The week in transitional justice was marked by the International Criminal Court’s decision on reparations to be paid following the 2012 destruction of mausoleums in Timbuktu, Mali.
The sum awarded ( 2.7 million Euros) is symbolic and the convict Ahmed Al Mahdi is indigent. But the International Criminal Court (ICC) intends to stress through this decision how serious is destruction of cultural and religious monuments, for victims and for the whole international community.
During his trial a year ago, Al Mahdi was found guilty of supervising attacks on nine mausoleums in the “city of 333 saints” during the occupation of northern Mali by Jihadists, as well as on the main gate of the Sidi Yahia mosque, which according to legend would not be opened until the end of the world. He was sentenced last September to nine years in prison. Judges delivering the reparations order said the destruction of these sites “destroys part of humanity’s shared memory and collective consciousness, and renders humanity unable to transmit its values and knowledge to future generations.”
These mausoleums, which the inhabitants believe protect the town, have now been reconstructed by UNESCO. But according to victims’ lawyer Mayombo Kassongo, “the spirits never returned to the mausoleums after their destruction, and so now the miracle no longer works.”
Another criticism levelled at the Court is that it is making (too) much of cultural heritage whilst Jihadist war crimes against human beings have not been brought to trial and remain unpunished. Mali, which is still in a difficult and fragile transition, is trying to hold trials for these crimes. Thus the trial has opened in Bamako of Aliou Mahamar Touré, former commissioner of the Islamic police of Gao, but victims’ associations say transitional justice in Mali is too slow and too limited.
Libya and Tunisia
In another decision this week, the ICC issued an arrest warrant for Mahmoud al Werfalli, an ally of Libyan strongman Khalifa Haftar, for murders as war crimes committed in Benghazi region, northeast Libya, in 2016 and 2017. Libya is a priority for ICC Prosecutor Fatou Bensouda, who told the UN last November she would step up procedures against suspects involved in that country’s crisis, including one of Gaddafi’s sons, Saïf Al Islam. But such action depends on cooperation from the many factions that hold power in Libya, which see the Court in terms of their own political interests. And it seems unlikely that Bensouda will open investigations into crimes against migrants as she had mooted.
Also this week, JusticeInfo looked at the recent law passed by Tunisia’s parliament to fight violence against women. This law, unique in the Arab world, is the culmination of a nearly 20-year battle by Tunisian feminists. But their fight is not over: Tunisian women’s inheritance rights are still only half those of men. In his August 13 speech for Women’s Day in Tunisia, President Béji Caied Essebsi launched a debate on equal inheritance rights for men and women in the country.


### Task instructions
From the data, return each line holding the word "Student".

### Records for this task
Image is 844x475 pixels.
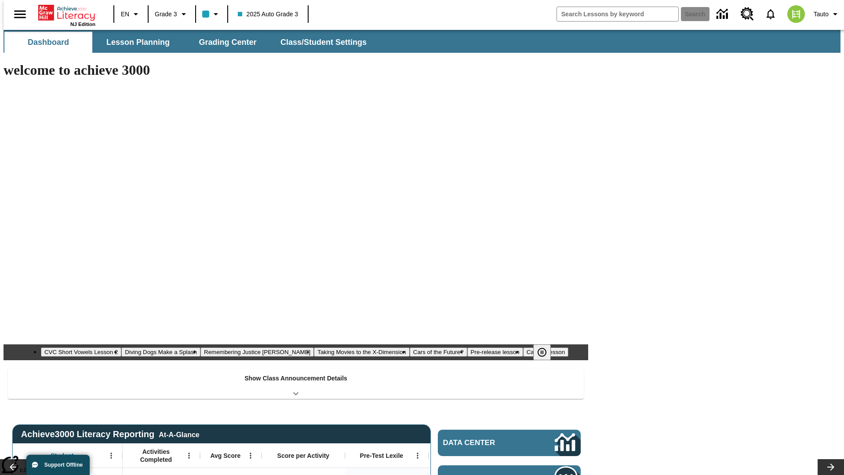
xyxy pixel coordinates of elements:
button: Pause [534,344,551,360]
span: 2025 Auto Grade 3 [238,10,299,19]
span: Achieve3000 Literacy Reporting [21,429,200,439]
h1: welcome to achieve 3000 [4,62,588,78]
button: Class/Student Settings [274,32,374,53]
button: Open side menu [7,1,33,27]
span: Grade 3 [155,10,177,19]
button: Grade: Grade 3, Select a grade [151,6,193,22]
img: avatar image [788,5,805,23]
span: Activities Completed [127,448,185,464]
button: Slide 6 Pre-release lesson [468,347,523,357]
button: Slide 7 Career Lesson [523,347,569,357]
button: Language: EN, Select a language [117,6,145,22]
a: Data Center [438,430,581,456]
button: Slide 2 Diving Dogs Make a Splash [121,347,201,357]
div: Pause [534,344,560,360]
button: Slide 4 Taking Movies to the X-Dimension [314,347,410,357]
span: EN [121,10,129,19]
a: Data Center [712,2,736,26]
span: NJ Edition [70,22,95,27]
button: Class color is light blue. Change class color [199,6,225,22]
a: Resource Center, Will open in new tab [736,2,760,26]
input: search field [557,7,679,21]
button: Select a new avatar [782,3,811,26]
button: Open Menu [411,449,424,462]
div: Show Class Announcement Details [8,369,584,399]
button: Slide 5 Cars of the Future? [410,347,468,357]
button: Open Menu [183,449,196,462]
button: Lesson carousel, Next [818,459,844,475]
button: Dashboard [4,32,92,53]
span: Data Center [443,439,526,447]
a: Notifications [760,3,782,26]
p: Show Class Announcement Details [245,374,347,383]
div: SubNavbar [4,30,841,53]
span: Tauto [814,10,829,19]
button: Open Menu [105,449,118,462]
button: Slide 3 Remembering Justice O'Connor [201,347,314,357]
button: Slide 1 CVC Short Vowels Lesson 2 [41,347,121,357]
button: Support Offline [26,455,90,475]
button: Grading Center [184,32,272,53]
button: Lesson Planning [94,32,182,53]
span: Student [51,452,73,460]
span: Score per Activity [278,452,330,460]
span: Support Offline [44,462,83,468]
a: Home [38,4,95,22]
button: Profile/Settings [811,6,844,22]
button: Open Menu [244,449,257,462]
div: SubNavbar [4,32,375,53]
span: Pre-Test Lexile [360,452,404,460]
div: Home [38,3,95,27]
div: At-A-Glance [159,429,199,439]
span: Avg Score [210,452,241,460]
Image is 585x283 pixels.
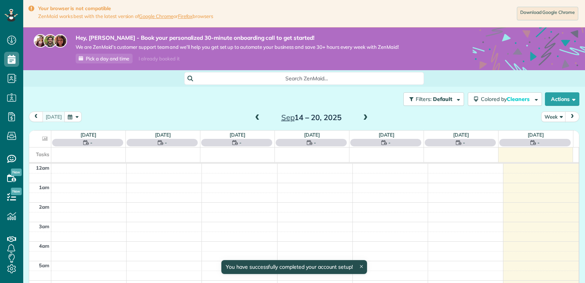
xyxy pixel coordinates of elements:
a: [DATE] [81,132,97,138]
a: Pick a day and time [76,54,133,63]
span: 1am [39,184,49,190]
span: Colored by [481,96,532,102]
button: prev [29,111,43,121]
span: New [11,168,22,176]
a: [DATE] [528,132,544,138]
span: Cleaners [507,96,531,102]
button: next [565,111,580,121]
span: - [239,139,242,146]
a: [DATE] [304,132,320,138]
a: Google Chrome [139,13,173,19]
a: [DATE] [155,132,171,138]
span: - [389,139,391,146]
h2: 14 – 20, 2025 [265,113,358,121]
button: Actions [545,92,580,106]
strong: Hey, [PERSON_NAME] - Book your personalized 30-minute onboarding call to get started! [76,34,399,42]
span: 12am [36,165,49,170]
strong: Your browser is not compatible [38,5,213,12]
span: New [11,187,22,195]
img: maria-72a9807cf96188c08ef61303f053569d2e2a8a1cde33d635c8a3ac13582a053d.jpg [34,34,47,48]
div: You have successfully completed your account setup! [221,260,367,274]
span: Default [433,96,453,102]
div: I already booked it [134,54,184,63]
span: - [463,139,465,146]
span: - [538,139,540,146]
a: [DATE] [230,132,246,138]
button: Week [541,111,566,121]
span: ZenMaid works best with the latest version of or browsers [38,13,213,19]
img: jorge-587dff0eeaa6aab1f244e6dc62b8924c3b6ad411094392a53c71c6c4a576187d.jpg [43,34,57,48]
button: Filters: Default [404,92,464,106]
a: [DATE] [453,132,470,138]
a: Download Google Chrome [517,7,579,20]
span: 2am [39,203,49,209]
a: Firefox [178,13,193,19]
span: - [314,139,316,146]
a: Filters: Default [400,92,464,106]
span: 3am [39,223,49,229]
span: - [90,139,93,146]
span: Sep [281,112,295,122]
span: We are ZenMaid’s customer support team and we’ll help you get set up to automate your business an... [76,44,399,50]
button: [DATE] [42,111,65,121]
span: - [165,139,167,146]
span: Pick a day and time [86,55,129,61]
a: [DATE] [379,132,395,138]
img: michelle-19f622bdf1676172e81f8f8fba1fb50e276960ebfe0243fe18214015130c80e4.jpg [54,34,67,48]
span: Filters: [416,96,432,102]
span: 4am [39,242,49,248]
span: 5am [39,262,49,268]
button: Colored byCleaners [468,92,542,106]
span: Tasks [36,151,49,157]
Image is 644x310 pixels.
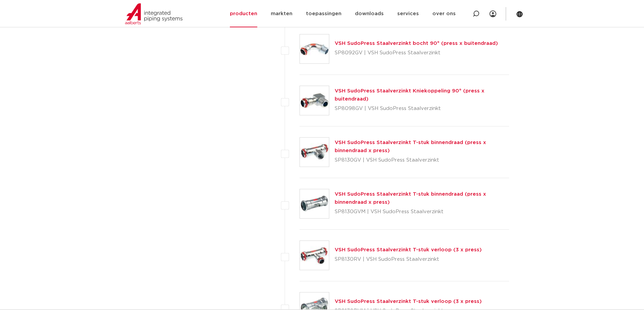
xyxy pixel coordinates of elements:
img: Thumbnail for VSH SudoPress Staalverzinkt T-stuk binnendraad (press x binnendraad x press) [300,189,329,218]
a: VSH SudoPress Staalverzinkt Kniekoppeling 90° (press x buitendraad) [335,88,484,102]
p: SP8130GV | VSH SudoPress Staalverzinkt [335,155,509,165]
p: SP8098GV | VSH SudoPress Staalverzinkt [335,104,509,114]
a: VSH SudoPress Staalverzinkt T-stuk verloop (3 x press) [335,247,481,253]
p: SP8130RV | VSH SudoPress Staalverzinkt [335,254,481,265]
p: SP8130GVM | VSH SudoPress Staalverzinkt [335,206,509,217]
a: VSH SudoPress Staalverzinkt T-stuk verloop (3 x press) [335,299,481,304]
a: VSH SudoPress Staalverzinkt T-stuk binnendraad (press x binnendraad x press) [335,140,486,153]
p: SP8092GV | VSH SudoPress Staalverzinkt [335,47,497,58]
img: Thumbnail for VSH SudoPress Staalverzinkt T-stuk binnendraad (press x binnendraad x press) [300,138,329,167]
a: VSH SudoPress Staalverzinkt T-stuk binnendraad (press x binnendraad x press) [335,192,486,205]
a: VSH SudoPress Staalverzinkt bocht 90° (press x buitendraad) [335,41,497,46]
img: Thumbnail for VSH SudoPress Staalverzinkt T-stuk verloop (3 x press) [300,241,329,270]
img: Thumbnail for VSH SudoPress Staalverzinkt Kniekoppeling 90° (press x buitendraad) [300,86,329,115]
img: Thumbnail for VSH SudoPress Staalverzinkt bocht 90° (press x buitendraad) [300,35,329,63]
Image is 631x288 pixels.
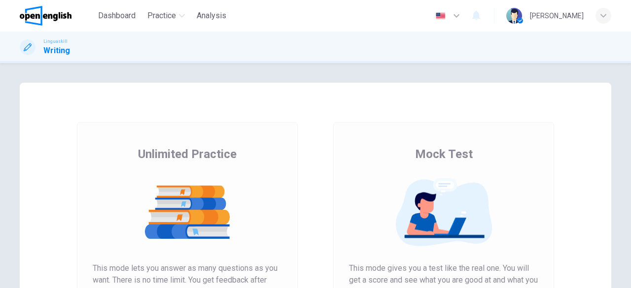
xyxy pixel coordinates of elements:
img: Profile picture [506,8,522,24]
a: OpenEnglish logo [20,6,94,26]
button: Practice [143,7,189,25]
img: OpenEnglish logo [20,6,71,26]
span: Unlimited Practice [138,146,237,162]
div: [PERSON_NAME] [530,10,584,22]
img: en [434,12,447,20]
span: Dashboard [98,10,136,22]
button: Analysis [193,7,230,25]
span: Practice [147,10,176,22]
button: Dashboard [94,7,140,25]
span: Mock Test [415,146,473,162]
h1: Writing [43,45,70,57]
span: Analysis [197,10,226,22]
span: Linguaskill [43,38,68,45]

### Task solution
button: Class/Student Settings [274,32,374,53]
span: Student [51,452,73,460]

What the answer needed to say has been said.